So the first thing I’ll do when I get off this merry-go-round and make it home: ride my beloved bikes, then open a book of Borges stories and sit by the sea. Nothing could be more pristine … or fleetingly beautiful.

Reading the 92nd Street Y Catalog: Sephardim and Arabs Need Not Apply

by David Shasha

Screenhunter_01_aug_18_1444Ah, those New York Jews.

Woody Allen, Philip Roth, Ed Koch, Alfred Kazin.

Katz’s Deli, Zabar’s, Pastrami Sandwiches, Lox and Bagels, Matzoh Ball Soup, Chopped Liver, Gefilte Fish.

The Lower East Side.

All one big Ashkenazi world.

I was once told a story by Mickey Kairey, one of the patron saints of the Brooklyn Syrian Jewish community, that by now I have repeated many times, about his father’s experience on the Lower East Side in the first part of the 20th century. Mickey’s father was praying in an Ashkenazi minyan and was asked by the man sitting next to him, “Are you Jewish?” Mr. Kairey was praying donned in his tallit and tefillin and thought it a strange question. The “Are you Jewish?” question is a ubiquitous one among many Ashkenazi Jews – especially the Orthodox – and speaks to a sense of ethno-cultural prejudice that is endemic to the Ashkenazi condition. People are seen in gradations of ethnic acceptability: the Ashkenazi-Yiddish identity is central and all else is simply a drifting away from the core. Mr. Kairey made the mistake of not being able to speak Yiddish and was marked as suspect when it came to being a Jew. In fact, it should be remembered that the Yiddish language was even called “Jewish” by its native speakers.

Now in Israel, this idea that Ashkenazi culture is transcendent in the socio-political sense is one that is clear and needs little commentary. But in America, there is still the pretense that Jews – especially the fabled “New York Jew” – are filled with love and tolerance of their fellow Man.

So when I received the new catalog of events from the 92nd Street Y – it does not get more “New York Jew” than that – I carefully filtered out these Ashkenazi prejudices which are often thought by many to be a product of my own imagination.

Before I begin my argument, I should note that many events in the Y’s program series contain a plethora of non-Jewish figures. From the New York Mets’ Keith Hernandez to the African-American academic Cornel West to famed folksinger Joan Baez to Jazz pianist Dave Brubeck to media celebrity Martha Stewart, the Y has diversity seemingly covered.

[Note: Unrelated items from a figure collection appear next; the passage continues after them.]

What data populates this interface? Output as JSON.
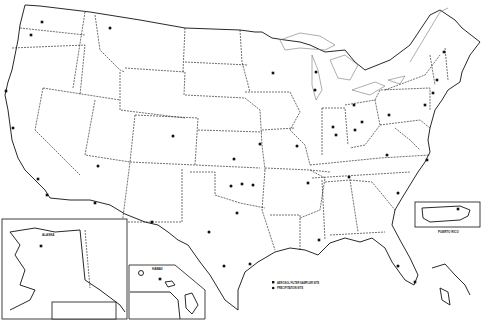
{
  "map": {
    "subject": "United States monitoring site locations",
    "colors": {
      "line": "#111111",
      "background": "#ffffff",
      "lakes": "#777777"
    }
  },
  "insets": {
    "alaska": {
      "label": "ALASKA"
    },
    "hawaii": {
      "label": "HAWAII"
    },
    "puerto_rico": {
      "label": "PUERTO RICO"
    }
  },
  "legend": {
    "items": [
      {
        "marker": "square",
        "label": "AEROSOL FILTER SAMPLER SITE"
      },
      {
        "marker": "circle",
        "label": "PRECIPITATION SITE"
      }
    ]
  },
  "sites": [
    {
      "marker": "square",
      "x": 42,
      "y": 22
    },
    {
      "marker": "square",
      "x": 31,
      "y": 35
    },
    {
      "marker": "circle",
      "x": 110,
      "y": 28
    },
    {
      "marker": "square",
      "x": 6,
      "y": 91
    },
    {
      "marker": "square",
      "x": 13,
      "y": 128
    },
    {
      "marker": "square",
      "x": 38,
      "y": 179
    },
    {
      "marker": "square",
      "x": 47,
      "y": 195
    },
    {
      "marker": "circle",
      "x": 98,
      "y": 166
    },
    {
      "marker": "square",
      "x": 95,
      "y": 203
    },
    {
      "marker": "circle",
      "x": 173,
      "y": 136
    },
    {
      "marker": "circle",
      "x": 234,
      "y": 159
    },
    {
      "marker": "circle",
      "x": 231,
      "y": 186
    },
    {
      "marker": "square",
      "x": 242,
      "y": 184
    },
    {
      "marker": "circle",
      "x": 253,
      "y": 185
    },
    {
      "marker": "square",
      "x": 237,
      "y": 213
    },
    {
      "marker": "circle",
      "x": 209,
      "y": 232
    },
    {
      "marker": "square",
      "x": 152,
      "y": 222
    },
    {
      "marker": "circle",
      "x": 224,
      "y": 266
    },
    {
      "marker": "square",
      "x": 250,
      "y": 264
    },
    {
      "marker": "square",
      "x": 273,
      "y": 73
    },
    {
      "marker": "circle",
      "x": 316,
      "y": 72
    },
    {
      "marker": "circle",
      "x": 315,
      "y": 90
    },
    {
      "marker": "circle",
      "x": 297,
      "y": 146
    },
    {
      "marker": "circle",
      "x": 260,
      "y": 144
    },
    {
      "marker": "square",
      "x": 333,
      "y": 127
    },
    {
      "marker": "square",
      "x": 336,
      "y": 135
    },
    {
      "marker": "square",
      "x": 354,
      "y": 105
    },
    {
      "marker": "square",
      "x": 362,
      "y": 122
    },
    {
      "marker": "square",
      "x": 355,
      "y": 130
    },
    {
      "marker": "circle",
      "x": 349,
      "y": 177
    },
    {
      "marker": "circle",
      "x": 387,
      "y": 155
    },
    {
      "marker": "circle",
      "x": 398,
      "y": 193
    },
    {
      "marker": "square",
      "x": 389,
      "y": 115
    },
    {
      "marker": "square",
      "x": 425,
      "y": 105
    },
    {
      "marker": "square",
      "x": 433,
      "y": 93
    },
    {
      "marker": "square",
      "x": 444,
      "y": 52
    },
    {
      "marker": "square",
      "x": 437,
      "y": 80
    },
    {
      "marker": "square",
      "x": 427,
      "y": 160
    },
    {
      "marker": "circle",
      "x": 398,
      "y": 266
    },
    {
      "marker": "square",
      "x": 415,
      "y": 282
    },
    {
      "marker": "square",
      "x": 308,
      "y": 183
    },
    {
      "marker": "square",
      "x": 319,
      "y": 240
    },
    {
      "marker": "square",
      "x": 41,
      "y": 246
    },
    {
      "marker": "square",
      "x": 160,
      "y": 279
    },
    {
      "marker": "square",
      "x": 458,
      "y": 209
    }
  ]
}
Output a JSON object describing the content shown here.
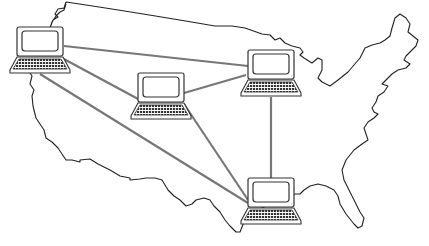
{
  "diagram": {
    "type": "network-map",
    "background": "US map outline",
    "colors": {
      "outline": "#222222",
      "link": "#777777",
      "device": "#333333",
      "background": "#ffffff"
    },
    "nodes": [
      {
        "id": "west",
        "icon": "laptop-icon",
        "x": 40,
        "y": 50
      },
      {
        "id": "center",
        "icon": "laptop-icon",
        "x": 161,
        "y": 96
      },
      {
        "id": "lakes",
        "icon": "laptop-icon",
        "x": 271,
        "y": 73
      },
      {
        "id": "south",
        "icon": "laptop-icon",
        "x": 271,
        "y": 201
      }
    ],
    "links": [
      {
        "from": "west",
        "to": "lakes"
      },
      {
        "from": "west",
        "to": "center"
      },
      {
        "from": "west",
        "to": "south"
      },
      {
        "from": "center",
        "to": "lakes"
      },
      {
        "from": "center",
        "to": "south"
      },
      {
        "from": "lakes",
        "to": "south"
      }
    ]
  }
}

It is just that this “diversity” is of a very specific kind; a “diversity” that excludes two critical components – Sephardim and Arabs.

While it is not always easy to prove a negative – that Sephardim and Arabs are not welcome in this place of “civilization” – I will try and outline what seems to me to be an ideological bias that speaks to the current condition of the “Jewish” condition here in America.

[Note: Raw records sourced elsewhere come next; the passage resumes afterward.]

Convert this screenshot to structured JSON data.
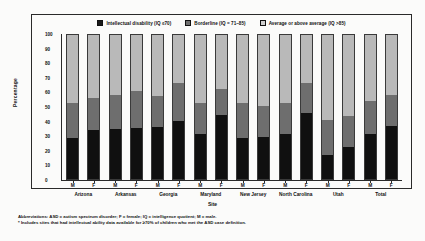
{
  "chart_data": {
    "type": "bar",
    "subtype": "stacked-percentage-column",
    "title": "",
    "xlabel": "Site",
    "ylabel": "Percentage",
    "ylim": [
      0,
      100
    ],
    "yticks": [
      0,
      10,
      20,
      30,
      40,
      50,
      60,
      70,
      80,
      90,
      100
    ],
    "grid": false,
    "legend_position": "top-center",
    "categories": [
      "Arizona M",
      "Arizona F",
      "Arkansas M",
      "Arkansas F",
      "Georgia M",
      "Georgia F",
      "Maryland M",
      "Maryland F",
      "New Jersey M",
      "New Jersey F",
      "North Carolina M",
      "North Carolina F",
      "Utah M",
      "Utah F",
      "Total M",
      "Total F"
    ],
    "sites": [
      "Arizona",
      "Arkansas",
      "Georgia",
      "Maryland",
      "New Jersey",
      "North Carolina",
      "Utah",
      "Total"
    ],
    "sex_ticks": [
      "M",
      "F"
    ],
    "series": [
      {
        "name": "Intellectual disability (IQ ≤70)",
        "color": "#101010",
        "values": [
          28.5,
          34.0,
          35.0,
          35.5,
          36.0,
          40.5,
          31.0,
          44.5,
          28.5,
          29.5,
          31.0,
          45.5,
          17.0,
          22.5,
          31.0,
          37.0
        ]
      },
      {
        "name": "Borderline (IQ = 71–85)",
        "color": "#6e6e6e",
        "values": [
          24.5,
          22.0,
          23.0,
          25.5,
          21.5,
          26.5,
          21.5,
          18.0,
          24.5,
          21.5,
          21.5,
          21.5,
          24.0,
          21.0,
          23.0,
          21.5
        ]
      },
      {
        "name": "Average or above average (IQ >85)",
        "color": "#b9b9b9",
        "values": [
          47.0,
          44.0,
          42.0,
          39.0,
          42.5,
          33.0,
          47.5,
          37.5,
          47.0,
          49.0,
          47.5,
          33.0,
          59.0,
          56.5,
          46.0,
          41.5
        ]
      }
    ]
  },
  "legend": {
    "items": [
      {
        "label": "Intellectual disability (IQ ≤70)",
        "swatch": "id"
      },
      {
        "label": "Borderline (IQ = 71–85)",
        "swatch": "bl"
      },
      {
        "label": "Average or above average (IQ >85)",
        "swatch": "av"
      }
    ]
  },
  "axes": {
    "y_title": "Percentage",
    "x_title": "Site",
    "y_tick_labels": [
      "100",
      "90",
      "80",
      "70",
      "60",
      "50",
      "40",
      "30",
      "20",
      "10",
      "0"
    ]
  },
  "footnotes": [
    "Abbreviations: ASD = autism spectrum disorder; F = female; IQ = intelligence quotient; M = male.",
    "* Includes sites that had intellectual ability data available for ≥70% of children who met the ASD case definition."
  ]
}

The central event of the massive series of programs is a day-long tribute to the Holocaust survivor and Ashkenazi activist Elie Wiesel (10/2). I cannot add much to the reams of material that has been written about Wiesel, who represents so perfectly the problem at hand. Wiesel is a humanitarian whose work is predicated on a single issue – the suffering of the Jews of Europe. Very often he uses this suffering as a means to comment on other events where his moral stance is taken as sacrosanct. As has been noted, Wiesel is quite vociferous on the issue of Zionism and Israel and rarely if ever comments on Jewish violence against Arabs. His voice is perfectly attuned to the orthodoxies and rigid ideological posture of the Jewish community that maintains an almost complete silence about the Palestinian Arabs and their travails. Wiesel has been out front on Darfur and other tragedies in our time, but has remained silent on the Middle East conflict out of his own sense of personal Jewish loyalty. In other words, making a moral stand is acceptable, so long as that stand does not apply to your own community – the very thing Wiesel insistently demands of non-Jews.

There is precious little balance in terms of the Israel-Palestine matter on the program for the season: Rabbi Michael Lerner (10/30) and Gershom Gorenberg (2/5) appear to be the only critical voices that will be heard in the series. Not a single Arab or Palestinian voice is to be allowed into the discourse. From Right Wing ideologues like Bret Stephens and Abe Foxman (3/24) to Ed Koch (10/30) to Cynthia Ozick (10/29) to more moderate Zionists like Aaron David Miller (5/7) and a panel on the new liberal lobbying group J Street (3/16), the basic idea is to appear to be presenting a wide-range of ideas, but in reality only affirmations of Israel will be presented. It is important to note that Gorenberg will be presenting in a series on the media and Rabbi Lerner will be part of a four-person panel where he will likely be the only participant critical of Israel in any way. And by no means should we think that Rabbi Lerner’s voice can truly represent a Palestinian vision, even if it is sympathetic to that position.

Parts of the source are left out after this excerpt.